▶ **Task description**:
Copy each entry below without any change.

▶ **Records for the exercise**:
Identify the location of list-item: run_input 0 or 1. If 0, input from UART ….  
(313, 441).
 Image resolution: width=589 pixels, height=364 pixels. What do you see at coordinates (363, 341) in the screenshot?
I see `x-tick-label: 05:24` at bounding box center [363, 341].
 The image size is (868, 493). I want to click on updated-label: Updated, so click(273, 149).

▶ **Exercise solution**:
Identify the location of list-item: run_input 0 or 1. If 0, input from UART ….  
(313, 441).
 Image resolution: width=589 pixels, height=364 pixels. What do you see at coordinates (363, 341) in the screenshot?
I see `x-tick-label: 05:24` at bounding box center [363, 341].
 The image size is (868, 493). I want to click on updated-label: Updated, so click(273, 149).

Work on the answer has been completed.